Food Food History Recipes

A Taste of Kent: Lenten Pudding

Image of pie with raisins
Image of pie with raisins

In honor of British Food Fortnight, and realising that it’s been a while since I’ve tried a new traditional recipe, here’s something a little different – a Kentish Lenten pudding.

This dish has a number of different names. You might know it as Folkestone Pudding Pie, Kentish Pudding Pie, Kent Lent Pie… you get the picture. I first came across this several years ago when I was looking into traditional foods from my home county of Kent. It was something new to me but it sounded fairly simple. It’s also fairly interesting from a historical food perspective.

The Pie’s Origins?

For many of us now, Lent is one of those times when we might say that we’ll give up chocolate or wine or something similar. We’ve learned that, during those 40 days leading up to Easter, we are supposed to give up something we like. However, from the earliest days of Christendom right up to the late Tudor period (and beyond for some), two key factors determined diet: what was available to eat and what the Church allowed you to eat. Fast days were scattered throughout the calendar. You’ve heard of eating fish instead of meat on Fridays, but there was once a time when fasting was required in the lead up to many of the year’s Holy days. During the Norman period, Advent was a period of fasting. But the best-known, and most-prolonged, fasting period was Lent, for which this pie is named.

Even so, I’m not entirely sure how accurate the description of this as a Lenten pie is. It does contain eggs, after all, as well as sugar, milk, and butter. The more I think about it, I’m not sure that this pie, plain as it may seem to us, could technically be eaten during Lent!

So it contains a fair bit of dairy. What else is in our Lenten or Kentish Pudding Pie? Ground rice and lemons are two other key ingredients. “Hold on,” I hear you ask. “Ground rice and lemons in the Middle Ages?” Yes! Well, sort of. Lemons were brought back from Palestine during the Crusades and then were imported from Spain. Meanwhile, rice found its way across the channel all the way from Asia as far back as the 11th century. It was used in dishes similar to our modern rice pudding. So the ingredients were available. Even so, they would have been rather limited in terms of availability. In other words, even if this was a traditional dish, the ingredients suggest that it would not have been suited to Lent. Nor would the ingredients have been a part of your average English peasant’s diet.

References

Glyn Hughes offers some more information in his wonderful book, The Lost Foods of England. Incidentally, if you don’t have a copy of this book, go over to his site and buy one. I don’t get a commission or anything; I just love the book and refer to it often. He mentions a reference to the pie in an 1888 issue of Good Housekeeping. There it mentions a Kentish custom of “going-a-pudding-pieing”. Groups of youngsters would wash this down with cherry beer at the local inn. Charles G. Harper later mentions the custom in The Dover Road (1922). According to Harper, the pie was “an old-time Kentish delicacy” once available at any inn during Easter week. Sadly, this is a thing of the past. I quite fancy going out for some pie and cherry beer!

Kentish Pudding Pie – The Recipe

Given that I’m still not entirely convinced about this pie’s true Lenten credentials, I think I prefer to call it Kentish Pudding Pie. It’s easy to make and has a nice lemony flavour.

You will need:

  • One pastry pie crust
  • 1/2 pint (285ml) milk
  • 1 oz (25g) short-grain pudding rice. (I’ve seen some recipes use rice flour instead.)
  • 3 oz (75g) room temperature butter
  • 2 oz (50g) sugar
  • 2 eggs
  • zest of a lemon
  • 1/2 tsp freshly grated nutmeg
  • 1 oz (25g) currants

Line a 9-inch pie dish with the pastry. Fill with baking beans and bake blind for about 15 minutes at 170C (Gas 5).

Bring the rice and the milk to the boil in a small pan and stir until it thickens. Remove from the heat and leave to cool. Cream together the butter and sugar. Add in the eggs and beat well. Stir in the lemon zest, nutmeg, and rice mixture. Scatter the currants across the top of the pie. Bake the pie for 40 minutes.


WHAT TO DO
Exact copy, pictures excluded: print the lines from the one with "At what (x,y)" through the final line of the records.

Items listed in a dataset
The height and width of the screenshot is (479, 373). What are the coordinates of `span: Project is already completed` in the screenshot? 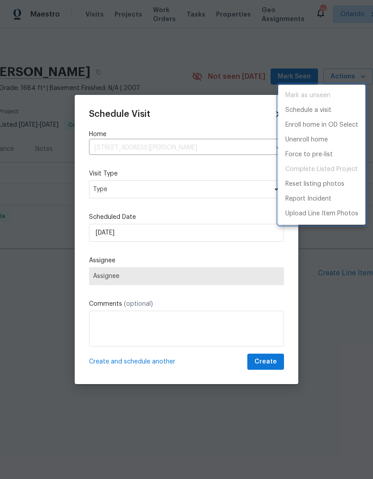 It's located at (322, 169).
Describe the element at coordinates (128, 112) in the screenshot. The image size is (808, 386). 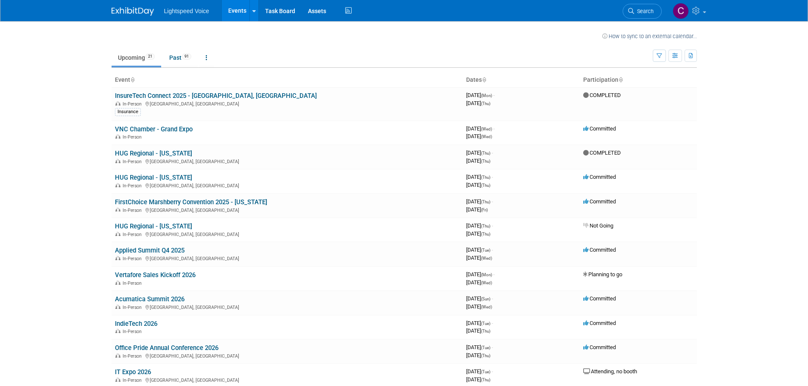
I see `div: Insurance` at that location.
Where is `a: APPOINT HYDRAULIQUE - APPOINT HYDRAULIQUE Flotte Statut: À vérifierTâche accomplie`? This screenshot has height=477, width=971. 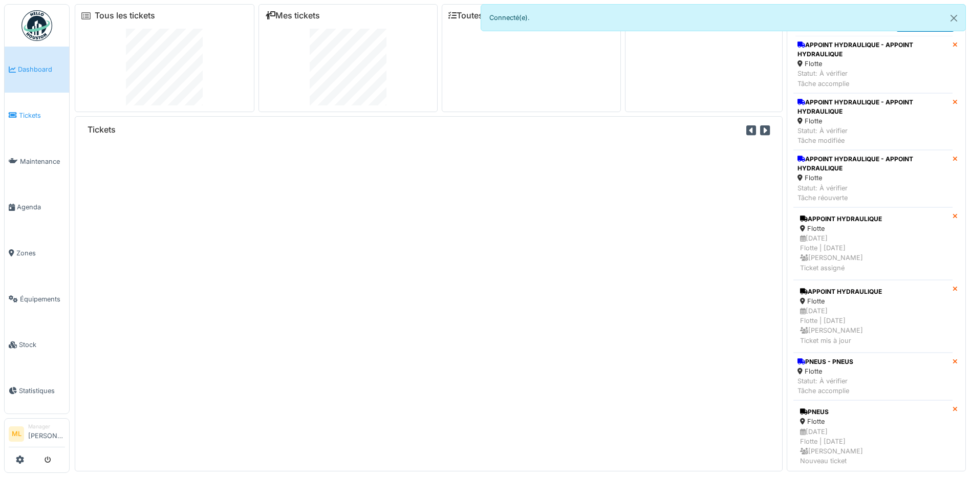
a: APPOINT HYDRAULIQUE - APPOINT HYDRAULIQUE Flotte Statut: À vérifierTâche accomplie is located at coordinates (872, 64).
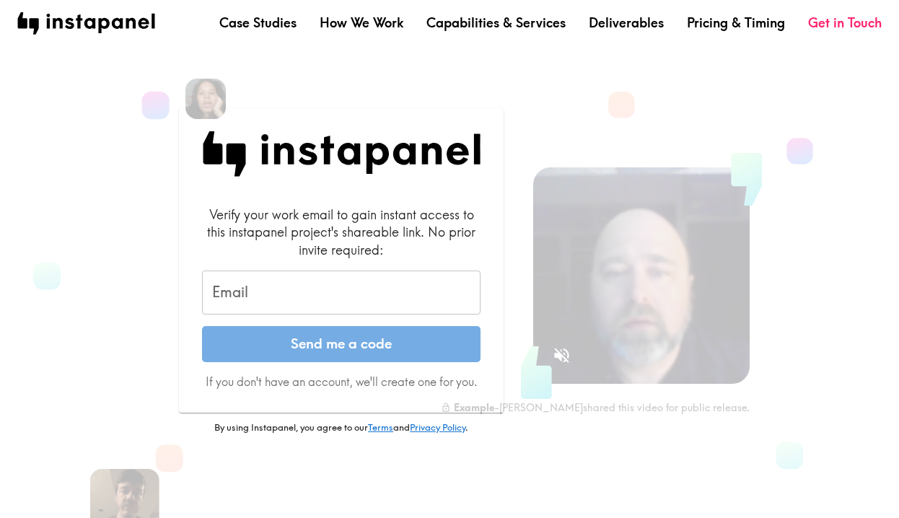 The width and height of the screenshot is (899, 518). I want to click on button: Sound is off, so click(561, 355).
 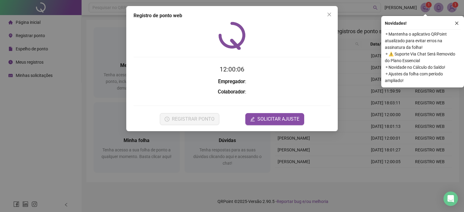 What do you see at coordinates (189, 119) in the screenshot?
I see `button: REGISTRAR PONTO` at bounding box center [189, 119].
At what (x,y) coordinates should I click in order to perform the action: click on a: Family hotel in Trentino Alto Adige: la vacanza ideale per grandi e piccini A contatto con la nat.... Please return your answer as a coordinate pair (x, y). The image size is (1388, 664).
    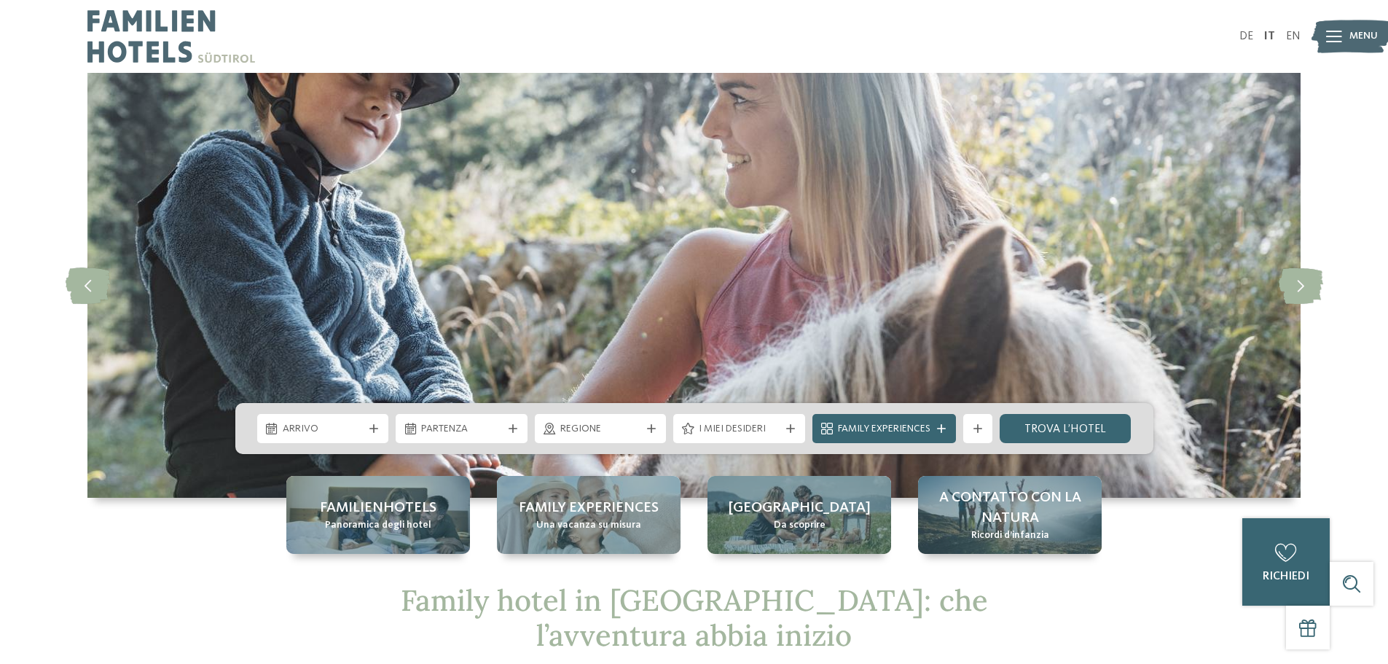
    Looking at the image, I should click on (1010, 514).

TASK OUTPUT
At what (x,y) coordinates should I click in order to perform the action: click on a: Family hotel in Trentino Alto Adige: la vacanza ideale per grandi e piccini A contatto con la nat.... Please return your answer as a coordinate pair (x, y). The image size is (1388, 664).
    Looking at the image, I should click on (1010, 514).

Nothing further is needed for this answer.